As for how Cauvin hopes his “momentary fame” might transfer to actual show business success, he says, “In my perfect world, I’d be on Saturday Night Live or on a reboot of In Living Color or something.” But at 41 years old, he’s pretty much “given up” on that dream. “I’ve never even had so much as an audition or anything. I’ve never been on their radar.”
During the Obama years, he was closing his stand-up set every night impersonating the president with the vague hope that someone at SNL might be watching. “Of course I sat there as the son of a Black immigrant and a white American mother with my great Obama impression going, ‘God, I wish somebody could see this. I feel like that literally would be perfect for me,’” he says. “Fred Armisen is a very talented dude, but I did not think his Obama impression was anywhere near his top contribution to the show.”
“I genuinely think they have an extremely talented cast that they are underserving by constantly going to stunt casting,” Cauvin adds, alluding to Alec Baldwin’s Trump impression among the many other celebrity ringers that have been brought into the show over the past few years. “Somebody on the cast may very well have been able to pull that off.

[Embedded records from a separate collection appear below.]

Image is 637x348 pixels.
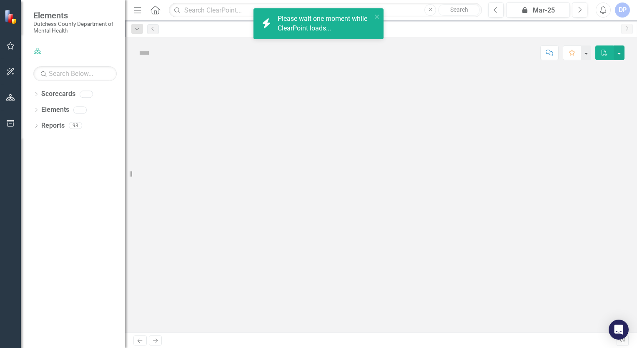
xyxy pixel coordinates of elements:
[41,121,65,131] a: Reports
[33,20,117,34] small: Dutchess County Department of Mental Health
[33,66,117,81] input: Search Below...
[4,9,19,24] img: ClearPoint Strategy
[41,89,75,99] a: Scorecards
[69,122,82,129] div: 93
[615,3,630,18] button: DP
[609,319,629,340] div: Open Intercom Messenger
[450,6,468,13] span: Search
[509,5,567,15] div: Mar-25
[41,105,69,115] a: Elements
[375,12,380,21] button: close
[438,4,480,16] button: Search
[278,14,372,33] div: Please wait one moment while ClearPoint loads...
[506,3,570,18] button: Mar-25
[33,10,117,20] span: Elements
[169,3,482,18] input: Search ClearPoint...
[138,46,151,60] img: Not Defined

Irrespective of my future, I think they have a lot of good people on that show that they should rely on and maybe bring in a few more people instead of going with seven celebrities per episode.”
For now, with no signs of the pandemic slowing or any new opportunities coming his way, Cauvin is going to keep pumping out his Trump videos and hoping they make some small impact on the election in the fall.
“If I can make him look like more of an idiot or turn him into more of a laughingstock, I’m all for it,” he says. “Whenever somebody says ‘respect the office,’ I go, the guy in the office has to respect the office for me to respect it. I think he’s a wretched human being. If I make him look worse somehow or make him seem more absurd to a few more people then that’s all good because he’s the worst.”